Here’s my review of Belinda McKeon’s debut novel from today’ Indy. It’s been cut, so I’ll post original verion of review below the link:
http://www.independent.co.uk/arts-entertainment/books/reviews/solace-by-belinda-mckeon-2350174.html
Here’s a longer version of the review:
Solace by Belinda McKeon
Picador £12.99
Reviewed by Leyla Sanai
On the surface, Solace is a thoroughly modern love story beset by tragedy, but at its core, this debut explores the ties and tensions between parents and offspring – the mixture of love and duty that grown-up children feel towards their ageing parents, and the wishes of the latter to mould the former into shapes they obstinately resist.
The prologue sets the scene. Tom is a farmer in Longford, southern Ireland. His adult son Mark is staying with his toddler to help with the baling of hay before returning to his home in Dublin. The father-son relationship is baked dry as drought-ridden land and the slightest disagreement sends ugly cracks flurrying across the surface. Tom sees Mark as alternating from sullen through taciturn to pugnacious. Mark ostensibly resents his father’s interference with the child’s routines, but his suppressed rage has a deeper cause.
McKeon then moves us back in time to the beginning of the story. Mark is a PhD student with writer’s block in Dublin. His thesis is on Maria Edgeworth, a writer who hailed from near his childhood home, but Mark is discovering that this was a bad reason to choose her as a subject. And then Mark meets a trainee solicitor called Joanne who grew up near him, a woman whose father Tom loathed.
The potent theme here is fraught parent-child relationships, a refrain that echoes throughout the book between not only Mark and Joanne and their parents but also a client of Joanne’s. The fallibility of both sides is clear in each case, some more than others. The third person narrator flits from one character’s POV to another’s. McKeon has a sharp ear for casual banter, social foibles and embarrassments, and her dialogue is convincing, made up of the trivialities/puns/awkward interludes in social interaction. She is also as astute on the gossip and parochialism of small communities as her fellow Irish writers Toibin and Trevor. More impressively, she captures the soul of Tom, an old-fashioned working man of gravitas and honour who, deep down, loves his family fiercely, but expects them to do his bidding. The irritation Mark feels towards his demanding father is clearly portrayed, as well as his own selfishness/indolence/intolerance: he spends little time working and can be supercilious towards rural folk, sneeringly observing that his father doesn’t understand the meaning of ‘ignorant’ and noticing another farmer talking about ‘global warning’. The balance is more skewed in Joanne’s case, her father being blatantly corrupt, but as regards her mother, again the reader is aware that neither is saint nor ogre. It is this depiction of the fallibility of all the major characters that is this novel’s main strength – humans are flawed, people are rarely ‘right’ or ‘wrong.’
McKeon is convincing on the trials of young parenthood and the charm of babies: although the exhaustion of young parenthood has been covered before (Rachel Cusk, Helen Walsh)and thus isn’t groundbreaking, it adds to the authenticity.
The prologue is arresting for its terse precision and stark tension but Mckeon’s prose elsewhere is more journalist reportage than atmosphere-setting creative writer. Perhaps there is that temptation when first writing a book to include everything, but she would do well to take a lesson from Trevor/ Toibin that less may be more – scene setting is essential but trivial details (such as the plastic chairs, tables, glasses, beer and food in a pub) dilute power rather than adding to it. Mark makes a similar weak joke about masturbation causing blindness twice, and Mark and Joanne wring two jokes from a throwaway comment about sushi – again, although realistic dialogue is vital, reporting minutiae isn’t: with many things that seem funny at the time the humour is in the spontaneity, so reporting them in writing isn’t wise. Similarly, Mark’s thoughts about parties being the best places to meet people are not insightful or original enough to add to the tale unless we’re meant to think he’s leaden and slow, in which case there would be entertaining ways of conveying the fact. And sometimes the language just feels wrong – at the party McKeon tells us ‘the mood was positively phosphorescent… delighted in the extreme’, a phrase which is enthusiastic but would work better in speech than in writing. Sometimes it feels as if there are two books bursting from the same cover – a quiet, deeply reflective and perspicacious one about the mutual pain and duty between parents and offspring, and a lesser, lightly humorous romance.
Mary Lawson and Patrick Lane conveyed dysfunctional family relations on a farm setting with more poetry and brutal, shattering power, but McKeon’s talent is for juxtaposing modern city life with rural traditions. Her debut is by no means perfect, but her evocation of the invisible umbilical cord of love and duty that still binds parent and child is thoughtful and a promising glimpse of more to come.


*Task item:*
Count how many lines in the entries below hold the string "study", and respond with that number only.
Given data: Begin
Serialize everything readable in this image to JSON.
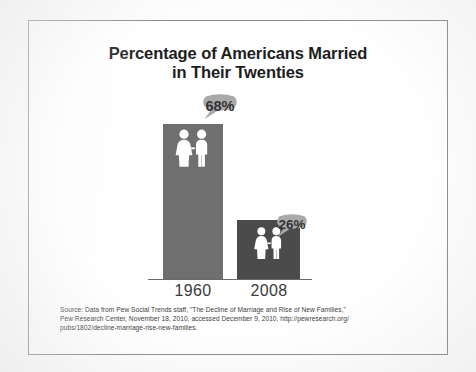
{
  "figure": {
    "title_line_1": "Percentage of Americans Married",
    "title_line_2": "in Their Twenties",
    "source_line_1": "Source: Data from Pew Social Trends staff, \"The Decline of Marriage and Rise of New Families,\"",
    "source_line_2": "Pew Research Center, November 18, 2010, accessed December 9, 2010, http://pewresearch.org/",
    "source_line_3": "pubs/1802/decline-marriage-rise-new-families."
  },
  "colors": {
    "bar_1960": "#6f6f6f",
    "bar_2008": "#4b4b4b",
    "bubble_fill": "#a9a9a9",
    "pictogram": "#ffffff",
    "frame": "#8d8d91",
    "title_text": "#1d1d1d"
  },
  "labels": {
    "bubble_1960": "68%",
    "bubble_2008": "26%",
    "x_1960": "1960",
    "x_2008": "2008"
  },
  "icons": {
    "couple_1960": "couple-pictogram-icon",
    "couple_2008": "couple-pictogram-icon",
    "bubble_1960": "speech-bubble-icon",
    "bubble_2008": "speech-bubble-icon"
  },
  "chart_data": {
    "type": "bar",
    "title": "Percentage of Americans Married in Their Twenties",
    "subtitle": "",
    "xlabel": "",
    "ylabel": "",
    "categories": [
      "1960",
      "2008"
    ],
    "values": [
      68,
      26
    ],
    "value_labels": [
      "68%",
      "26%"
    ],
    "unit": "percent",
    "ylim": [
      0,
      100
    ],
    "grid": false,
    "legend": false,
    "axis": "baseline only, no y-axis ticks",
    "series": [
      {
        "name": "Percentage married in their twenties",
        "values": [
          68,
          26
        ]
      }
    ],
    "annotations": [
      {
        "text": "68%",
        "attached_to": "1960",
        "style": "speech-bubble"
      },
      {
        "text": "26%",
        "attached_to": "2008",
        "style": "speech-bubble"
      }
    ],
    "source": "Data from Pew Social Trends staff, \"The Decline of Marriage and Rise of New Families,\" Pew Research Center, November 18, 2010, accessed December 9, 2010, http://pewresearch.org/pubs/1802/decline-marriage-rise-new-families."
  }
}
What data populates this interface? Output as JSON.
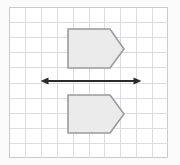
{
  "figure": {
    "background_color": "#fbfbfb",
    "grid": {
      "x": 9,
      "y": 7,
      "width": 159,
      "height": 151,
      "columns": 10,
      "rows": 10,
      "cell_width": 15.9,
      "cell_height": 15.1,
      "line_color": "#dcdce0",
      "frame_color": "#c9c9ce",
      "cell_fill": "#ffffff"
    },
    "shapes": [
      {
        "name": "upper-pentagon",
        "label": "Pre-image pentagon (above line)",
        "points": "68,29 110,29 124,49 110,68 68,68",
        "fill": "#ebebeb",
        "stroke": "#9a9a9f"
      },
      {
        "name": "lower-pentagon",
        "label": "Image pentagon (below line)",
        "points": "68,95 110,95 124,114 110,133 68,133",
        "fill": "#ebebeb",
        "stroke": "#9a9a9f"
      }
    ],
    "axis": {
      "name": "line-of-reflection",
      "label": "Double-headed arrow (line of reflection)",
      "x_start": 42,
      "x_end": 140,
      "y": 81,
      "color": "#2b2b2b",
      "arrowheads": "both"
    }
  }
}
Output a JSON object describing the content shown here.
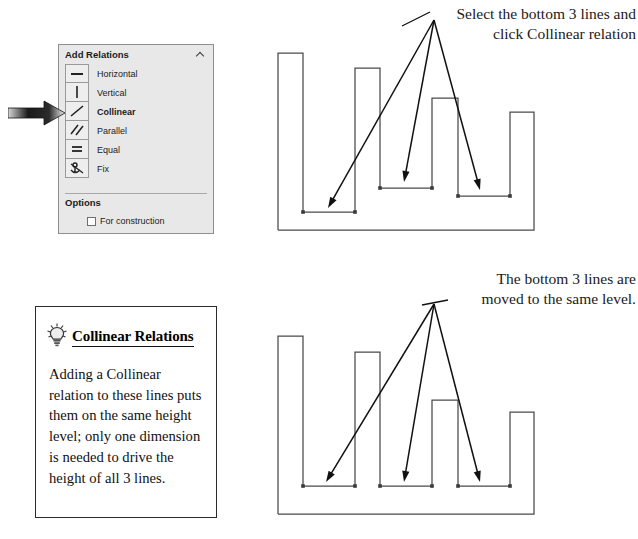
{
  "annotations": {
    "top": "Select the bottom 3 lines and\nclick Collinear relation",
    "bottom": "The bottom 3 lines are\nmoved to the same level."
  },
  "panel": {
    "title": "Add Relations",
    "collapse_icon": "chevron-up-icon",
    "relations": [
      {
        "label": "Horizontal",
        "icon": "horizontal-line-icon",
        "selected": false
      },
      {
        "label": "Vertical",
        "icon": "vertical-line-icon",
        "selected": false
      },
      {
        "label": "Collinear",
        "icon": "collinear-line-icon",
        "selected": true
      },
      {
        "label": "Parallel",
        "icon": "parallel-lines-icon",
        "selected": false
      },
      {
        "label": "Equal",
        "icon": "equal-sign-icon",
        "selected": false
      },
      {
        "label": "Fix",
        "icon": "anchor-fix-icon",
        "selected": false
      }
    ],
    "options": {
      "title": "Options",
      "collapse_icon": "chevron-up-icon",
      "for_construction": {
        "label": "For construction",
        "checked": false
      }
    },
    "pointer_icon": "right-arrow-pointer"
  },
  "tip": {
    "icon": "lightbulb-icon",
    "title": "Collinear Relations",
    "body": "Adding a Collinear relation to these lines puts them on the same height level; only one dimension is needed to drive the height of all 3 lines."
  },
  "colors": {
    "panel_bg": "#e8e8e8",
    "panel_border": "#8e8e8e",
    "sketch_line": "#4a4a4a",
    "arrow": "#111111",
    "text": "#111111",
    "point_marker": "#3a3a3a"
  },
  "chart_data": {
    "type": "diagram",
    "sketches": [
      {
        "name": "before",
        "description": "Stepped profile sketch with three bottom horizontal lines at different heights; three arrows point to them from a single origin.",
        "baseline_y": 212,
        "profile": [
          [
            16,
            212
          ],
          [
            16,
            35
          ],
          [
            41,
            35
          ],
          [
            41,
            194
          ],
          [
            93,
            194
          ],
          [
            93,
            50
          ],
          [
            118,
            50
          ],
          [
            118,
            170
          ],
          [
            170,
            170
          ],
          [
            170,
            80
          ],
          [
            196,
            80
          ],
          [
            196,
            178
          ],
          [
            248,
            178
          ],
          [
            248,
            94
          ],
          [
            272,
            94
          ],
          [
            272,
            212
          ],
          [
            16,
            212
          ]
        ],
        "selected_lines": [
          {
            "from": [
              41,
              194
            ],
            "to": [
              93,
              194
            ]
          },
          {
            "from": [
              118,
              170
            ],
            "to": [
              170,
              170
            ]
          },
          {
            "from": [
              196,
              178
            ],
            "to": [
              248,
              178
            ]
          }
        ],
        "arrow_origin": [
          172,
          2
        ],
        "arrow_tips": [
          [
            66,
            190
          ],
          [
            142,
            164
          ],
          [
            218,
            172
          ]
        ]
      },
      {
        "name": "after",
        "description": "Same profile but the three bottom horizontal lines are collinear at one common height level.",
        "baseline_y": 222,
        "common_level_y": 194,
        "profile": [
          [
            16,
            222
          ],
          [
            16,
            44
          ],
          [
            41,
            44
          ],
          [
            41,
            194
          ],
          [
            93,
            194
          ],
          [
            93,
            60
          ],
          [
            118,
            60
          ],
          [
            118,
            194
          ],
          [
            170,
            194
          ],
          [
            170,
            108
          ],
          [
            196,
            108
          ],
          [
            196,
            194
          ],
          [
            248,
            194
          ],
          [
            248,
            120
          ],
          [
            272,
            120
          ],
          [
            272,
            222
          ],
          [
            16,
            222
          ]
        ],
        "selected_lines": [
          {
            "from": [
              41,
              194
            ],
            "to": [
              93,
              194
            ]
          },
          {
            "from": [
              118,
              194
            ],
            "to": [
              170,
              194
            ]
          },
          {
            "from": [
              196,
              194
            ],
            "to": [
              248,
              194
            ]
          }
        ],
        "arrow_origin": [
          172,
          12
        ],
        "arrow_tips": [
          [
            64,
            190
          ],
          [
            142,
            190
          ],
          [
            218,
            190
          ]
        ]
      }
    ]
  }
}
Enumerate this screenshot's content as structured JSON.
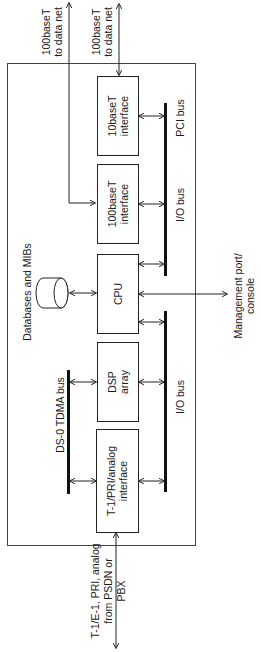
{
  "diagram": {
    "outer_label": "",
    "blocks": {
      "tenbaset": {
        "line1": "10baseT",
        "line2": "interface"
      },
      "hundredbaset": {
        "line1": "100baseT",
        "line2": "interface"
      },
      "cpu": {
        "line1": "CPU"
      },
      "dsp": {
        "line1": "DSP",
        "line2": "array"
      },
      "t1": {
        "line1": "T-1/PRI/analog",
        "line2": "interface"
      }
    },
    "database": {
      "label": "Databases and MIBs"
    },
    "buses": {
      "pci": "PCI bus",
      "io_upper": "I/O bus",
      "io_lower": "I/O bus",
      "tdma": "DS-0 TDMA bus"
    },
    "external": {
      "net_left": {
        "line1": "100baseT",
        "line2": "to data net"
      },
      "net_right": {
        "line1": "100baseT",
        "line2": "to data net"
      },
      "management": {
        "line1": "Management port/",
        "line2": "console"
      },
      "pstn": {
        "line1": "T-1/E-1, PRI, analog",
        "line2": "from PSDN or",
        "line3": "PBX"
      }
    }
  }
}
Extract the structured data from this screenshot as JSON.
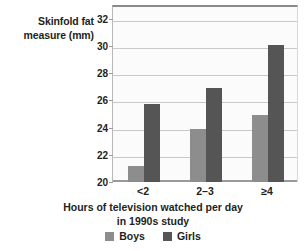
{
  "chart_data": {
    "type": "bar",
    "title": "",
    "subtitle": "",
    "categories": [
      "<2",
      "2–3",
      "≥4"
    ],
    "series": [
      {
        "name": "Boys",
        "color": "#8d8d8d",
        "values": [
          21.2,
          23.9,
          24.9
        ]
      },
      {
        "name": "Girls",
        "color": "#555555",
        "values": [
          25.7,
          26.9,
          30.1
        ]
      }
    ],
    "xlabel": "Hours of television watched per day in 1990s study",
    "ylabel": "Skinfold fat measure (mm)",
    "ylim": [
      20,
      33
    ],
    "yticks": [
      20,
      22,
      24,
      26,
      28,
      30,
      32
    ],
    "ytick_labels": [
      "20",
      "22",
      "24",
      "26",
      "28",
      "30",
      "32"
    ],
    "grid": true,
    "grid_axis": "y",
    "legend_position": "bottom"
  },
  "y_axis": {
    "title_line1": "Skinfold fat",
    "title_line2": "measure (mm)"
  },
  "x_axis": {
    "title_line1": "Hours of television watched per day",
    "title_line2": "in 1990s study",
    "cat_0": "<2",
    "cat_1": "2–3",
    "cat_2": "≥4"
  },
  "legend": {
    "boys_label": "Boys",
    "girls_label": "Girls",
    "boys_color": "#8d8d8d",
    "girls_color": "#555555"
  },
  "ytick_0": "20",
  "ytick_1": "22",
  "ytick_2": "24",
  "ytick_3": "26",
  "ytick_4": "28",
  "ytick_5": "30",
  "ytick_6": "32"
}
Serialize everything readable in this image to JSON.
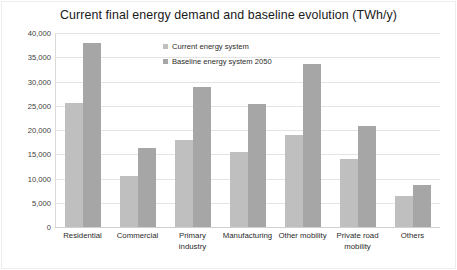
{
  "chart_data": {
    "type": "bar",
    "title": "Current final energy demand and baseline evolution (TWh/y)",
    "xlabel": "",
    "ylabel": "",
    "ylim": [
      0,
      40000
    ],
    "ytick_labels": [
      "40,000",
      "35,000",
      "30,000",
      "25,000",
      "20,000",
      "15,000",
      "10,000",
      "5,000",
      "0"
    ],
    "ytick_values": [
      40000,
      35000,
      30000,
      25000,
      20000,
      15000,
      10000,
      5000,
      0
    ],
    "grid": true,
    "legend_position": "inside-top-center",
    "categories": [
      "Residential",
      "Commercial",
      "Primary industry",
      "Manufacturing",
      "Other mobility",
      "Private road mobility",
      "Others"
    ],
    "series": [
      {
        "name": "Current energy system",
        "color": "#bfbfbf",
        "values": [
          25500,
          10500,
          18000,
          15500,
          19000,
          14000,
          6400
        ]
      },
      {
        "name": "Baseline energy system 2050",
        "color": "#a6a6a6",
        "values": [
          38000,
          16200,
          28900,
          25300,
          33600,
          20900,
          8700
        ]
      }
    ]
  },
  "legend": {
    "items": [
      {
        "label": "Current energy system",
        "color": "#bfbfbf"
      },
      {
        "label": "Baseline energy system 2050",
        "color": "#a6a6a6"
      }
    ]
  },
  "colors": {
    "current_energy_system": "#bfbfbf",
    "baseline_energy_system_2050": "#a6a6a6",
    "gridline": "#e4e4e4",
    "axis": "#d0d0d0",
    "text": "#1a1a1a",
    "background": "#ffffff"
  }
}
Given data: End
*Result:*
2